I don't know how the loss should be calculated here.
I have a loss formula for every embedded datapoint,
but not for every similarity.
But if I only calculate loss for every embedding (using similarites),
won't backpropagate() only modify network1,
since embeddings are network1's outputs
and have not been modified in network2?
"""
optimizer1.step()
optimizer2.step()
scheduler1.step()
scheduler2.step()
network1.eval()
network2.eval()
I hope this specific enough. I'll gladly share more details if necessary. I'm just so inexperienced with pytorch and deep learning in general, that I'm not even sure how to ask this question.
You can use single optimizer for this purpose, and even pass different learning rate for each network.
optimizer = optim.Adam([
{'params': network1.parameters()},
{'params': network2.parameters(), 'lr': 1e-3}
], lr=1e-4)
# ...
loss = loss1 + loss2
loss.backward()
optimizer.step()

Interpreting libsvm epsilon-SVR result

I tried to train & cross validate a set of data with 8616 samples using epsilon SVR.
Among the datasets, I take 4368 for test, 4248 for CV.
Kernel type = RBF kernel. Libsvm provides a result as shown below.
optimization finished, #iter = 502363
nu = 0.689607
obj = -6383530527604706.000000, rho = 2884789.960212
nSV = 3023, nBSV = 3004
This is a result gotten by setting
-s 3 -t 2 -c 2^28 -g 2^-13 -p 2^12
(a) What does "nu" means? Sometimes I got nu = 0.99xx for different parameter.
(b) It seems that "obj" is surprisingly large. Does it sounds correct? Libsvm FAQ said this is "optimal objective value of the dual SVM problem". Does it means that this is the min value of f(alpha)?
(c) "rho" is large too. This is the bias term, b. The dataset labels (y) consist of value between 82672 to 286026. So I guess this is reasonable, am I right?
For training set,
Mean squared error = 1.26991e+008 (regression)
Squared correlation coefficient = 0.881112 (regression)
For cross-validation set,
Mean squared error = 1.38909e+008 (regression)
Squared correlation coefficient = 0.883144 (regression)
Using the selected param, I have produced the below result
kernel_type=2 (best c:2^28=2.68435e+008, g:2^-13=0.00012207, e:2^12=4096)

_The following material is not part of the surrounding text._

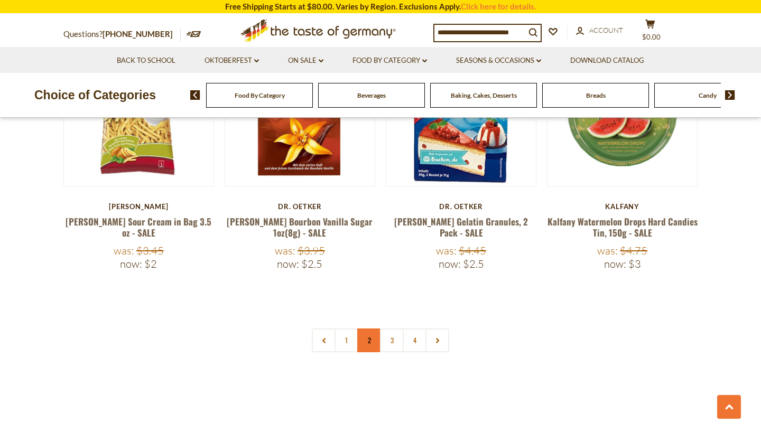 The width and height of the screenshot is (761, 433). What do you see at coordinates (150, 250) in the screenshot?
I see `span: $3.45` at bounding box center [150, 250].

NRMS: 0.345139, best_gap:0.00199433
Mean Absolute Percent Error (MAPE): 5.39%
Mean Absolute Error (MAE): 8956.12 MWh
Daily Peak MAPE: 5.30%
The CV set MAPE is low (5.39%). Using Bias-Variance test, the difference between train set MAPE and CV set MAPE is only 0.00199433, which mean the param seems to be set correctly. But I wonder if the extremely large "obj", "rho" value is correct....
I am very new to SVR, do correct me if my interpretation or validation method is incorrect/insufficient.
Method to calculate MAPE
train_model = svmtrain(train_label, train_data, cmd);
[result_label, train_accuracy, train_dec_values] = svmpredict(train_label, train_data, train_model);
train_err = train_label-result_label;
train_errpct = abs(train_err)./train_label*100;
train_MAPE = mean(train_errpct(~isinf(train_errpct)));
The objective and rho values are high because (most probably) the data were not scaled. Scaling is highly recommended to avoid overflow; the overflow risk also depends on the type of kernel. Btw, when scaling the training data, do not forget to also scale the test data, which is most easily accomplished by scaling all data first, and then splitting them into a training and test set.